They can put a good showing when it comes to incompressible data transfer

Jun 5, 2014 11:50 GMT  ·  By

HyperX is a brand that Kingston used to apply only to its best DDR3 memory products, but eventually, it slapped onto solid-state drives as well. What we have here is the latest and oddest of the bunch. Oddest pair to be exact.

There are two new drives, you see, in the collection of SSDs from the well-known, world-class memory provider. They have capacities of 120 GB and 480 GB.

It puts them squarely in the ”normal” crowd. As normal as high-speed solid-state drives can ever be considered anyhow.

It might be an odd choice of words, until you run into things like the OCZ Vector 180 SSD of up to 960 GB.

Not that the capacities of the drives are the only “underwhelming” or odd things here. For one thing, Kingstron strayed from the normal blue theme of the brand, coloring the storage units black instead.

Moreover, the speed rating is unusual, with both the read and write rates said to be of the same 500 MB/s.

Usually, it's either 500+ MB/s and 30-400 MB/s write, or even less on low-capacity units. Or both read/write speeds are above 500 MB/s, but aren't equal.

It makes the Kingston HyperX Fury SSD quite unusual, unique almost. Although things do get “back to normal” as it were when you look at Incompressible Data Transfer (as reported by AS-SSD and CrystalDiskMark benchmarks).

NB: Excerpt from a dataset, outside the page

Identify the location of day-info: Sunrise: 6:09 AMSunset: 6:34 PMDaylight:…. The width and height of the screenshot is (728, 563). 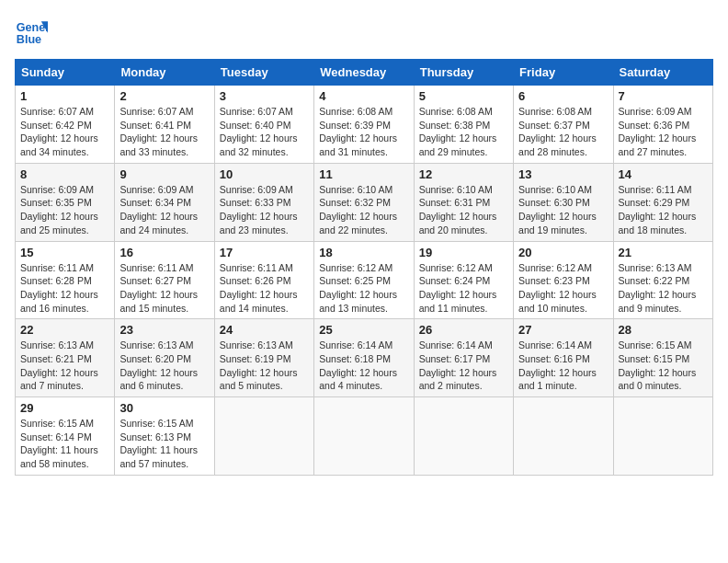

The 120 GB HyperX Fury SSD can read incompressible data at 330 MB/s and write it at 130 MB/s, while the 240 GB one reaches 390 MB/s and 250 MB/s, respectively.

Random 4K performance is the same across the board, however: 72,500 read and 79,000 write IOPS (input/output operations per second).

Finally, the power consumption is, on average, of 0.35W, but will fall to 0.31 in idle mode and jump to 1.65 W when reading, and 2.76W when writing.

In addition to the Kingston HyperX Fury SSD series, Kingston brought a number of memory modules and kits to Computex 2014, the trade show currently unfolding in Taipei, Taiwan. We'll get to them soon enough.

The HyperX Fury drives ship, or will ship, with 7 mm to 9.5 mm adapters. Unfortunately, if it's prices or times of arrival you're rooting for, we’re afraid we can't oblige you, because the IT company didn't release that information.

Retailers should take care of that loose end in short order though, hopefully. Items that appear at trade shows often sell within days of the event after all, even if others sit back for months.